A Tendermint P2P network has different kinds of nodes with different requirements for connectivity to others.
A Tendermint P2P network has different kinds of nodes with different requirements for connectivity compared to other types of networks.
This document describes what kind of nodes Tendermint should enable and how they should work.
## Seeds
Seeds are the first point of contact for a new node.
They return a list of known active peers and disconnect.
They return a list of known active peers and disconnect....if?
Seeds should operate full nodes, and with the PEX reactor in a "crawler" mode
Seeds should operate full nodes with the PEX reactor in a "crawler" mode
that continuously explores to validate the availability of peers.
Seeds should only respond with some top percentile of the best peers it knows about.
See [reputation] for details on peer quality.
See [reputation](TODO) for details on peer quality.
## New Full Node
@ -31,7 +31,7 @@ dials those peers, and runs the Tendermint protocols with those it successfully
When the peer catches up to height H, it ensures the block hash matches HASH.
If not, Tendermint will exit, and the user must try again - either they are connected
to bad peers or their social consensus was invalidated.
to bad peers or their social consensus is invalid.
## Restarted Full Node
@ -58,8 +58,8 @@ Validators that know and trust each other can accept incoming connections from o
Sentry nodes are guardians of a validator node and provide it access to the rest of the network.
They should be well connected to other full nodes on the network.
Sentry nodes may be dynamic, but should maintain persistent connections to some evolving random subset of each other.

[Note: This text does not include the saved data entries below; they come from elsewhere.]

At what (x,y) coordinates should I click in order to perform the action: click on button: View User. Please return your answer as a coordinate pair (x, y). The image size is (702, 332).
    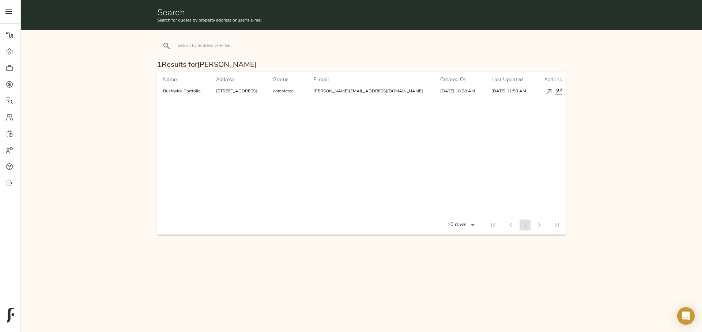
    Looking at the image, I should click on (558, 91).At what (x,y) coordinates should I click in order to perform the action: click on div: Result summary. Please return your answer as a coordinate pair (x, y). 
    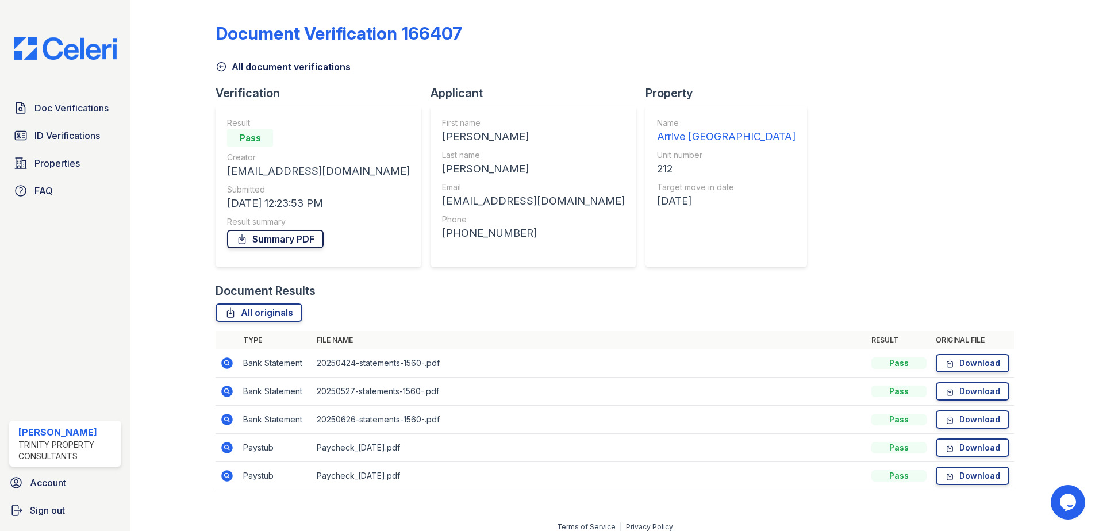
    Looking at the image, I should click on (318, 222).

They should always expect to have direct incoming connections from the validator node and its backup/s.
They do not report the validator node's address in the PEX.
They may be more strict about the quality of peers they keep.
They should always expect to have direct incoming connections from the validator node and its backup(s).
They do not report the validator node's address in the PEX and
they may be more strict about the quality of peers they keep.
Sentry nodes belonging to validators that trust each other may wish to maintain persistent connections via VPN with one another, but only report each other sparingly in the PEX.